1. Mongolia has some rich deposits of dinosaur bones, especially in the Gobi Desert.
2. Flaming Cliffs in the Gobi Desert has a bunch. This is where the first dinosaur eggs were found.
3. The guy who named the area Flaming Cliffs (Roy Chapman Andrews) must not have been to Southern Utah, because if you’ve seen one, the others aren’t all that impressive.
4. Mongolians consider dinosaur bones a part of their national heritage. Unluckily, some people who don’t agree have a tendency to walk off with bones.
5. Apparently USA courts agree with Mongolia. When the president of Mongolia went after people who had smuggled out a Tarbosaurus bataar, it became a rallying point for him. He had a building put up on the edge of Ulaanbaatar’s central square to house the articulated skeleton.

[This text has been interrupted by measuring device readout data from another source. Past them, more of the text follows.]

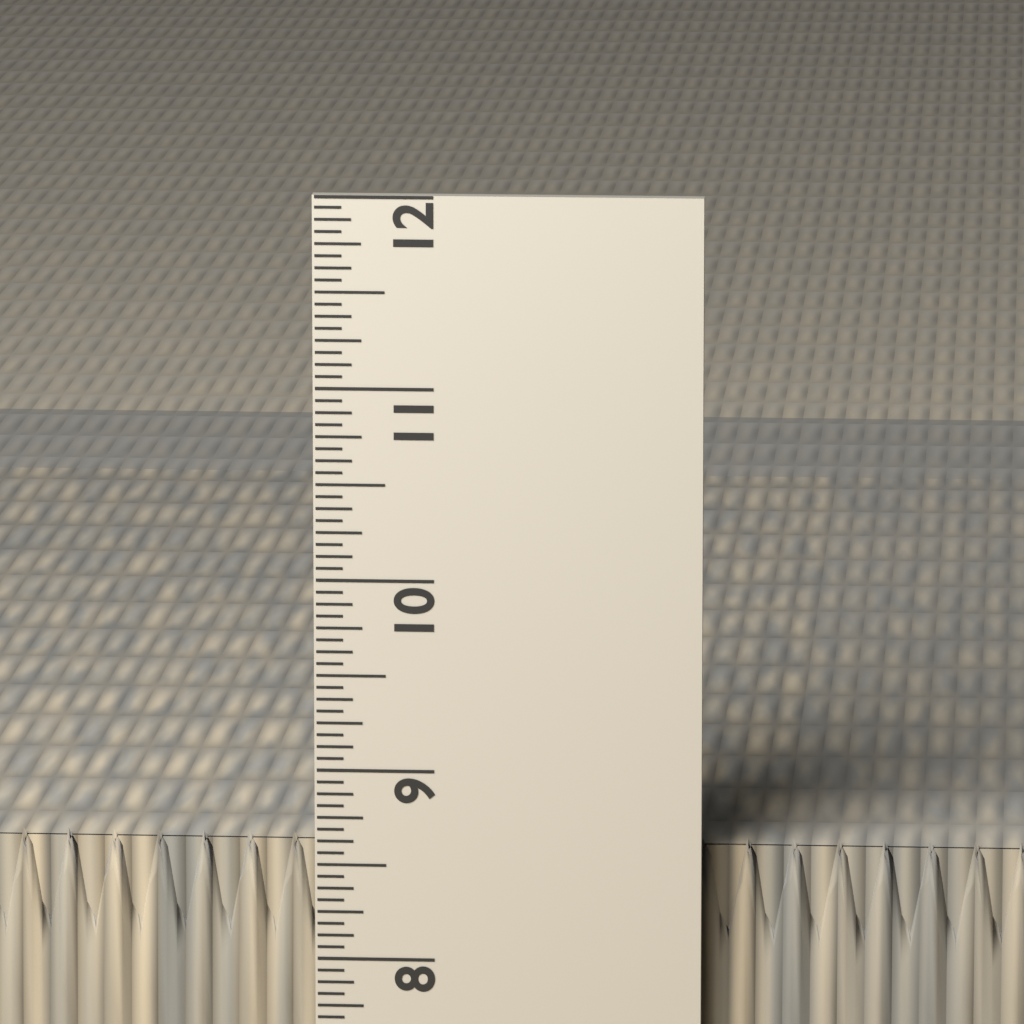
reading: 8.6250 in
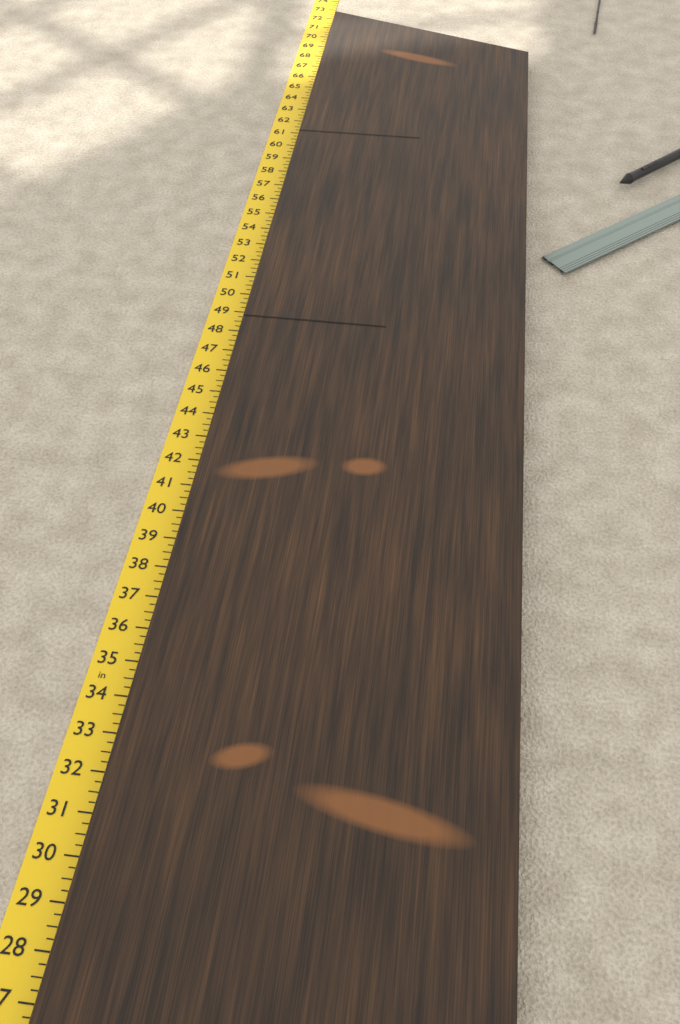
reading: 71.25 in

6. The New Yorker mad the auction in which the Tarbosaurus Bataar sold sound pretty exciting. Someone actually bid a million bucks for it.
7. There are a few glass cases with other bones in the same building, but outside of the Tarbosaurus bataar the most prominent thing is the series of poster-sized plaques talking about how much work the president went through to get it back.
8. Tarbosaurs bataar is the Mongolian equivalent of a T-rex. (Like you hadn’t already noticed.)
9. I found Dinosaur bones in two other museums, but only in one or two rooms each. They did not appear to be major draws.
10. We walked through Flaming Cliffs area. Supposedly there was a chance we might have discovered some fossils. Mostly I found camel, goat, dog, lizard, and human footprints. With so much traffic, I seriously doubt I’d have found anything.
11. The guide expected us to take about an hour, maybe an hour and a half to walk from where the vans dropped us off to the top of the cliffs where they were to pick us up. It took me 20 minutes. I wanted to get out of the sun.
12. I did not get sun poisoning on this trip! I didn’t even peel. I credit my hat and several long-sleeve shirts. And a lack of snorkeling. Oh, wait. This is supposed to be about dinosaurs. Um… in the museum in Dalanzadgad there is a long, thin room barely large enough for a dozen people in which there is a glass case full of dinosaur eggs. I did not get a picture, and I’m kicking myself for it. You’d think with 6,000 pix I’d get one of a dinosaur egg, but noooo.
13. Tarbosaurs bataar and eggs are not the only fossil remains in Mongolia. Not by a long shot. But they are the only two I remember. The Mongolian University of Science and Technology has a school of Geology and Petroleum Engineering, but not one of paleontology.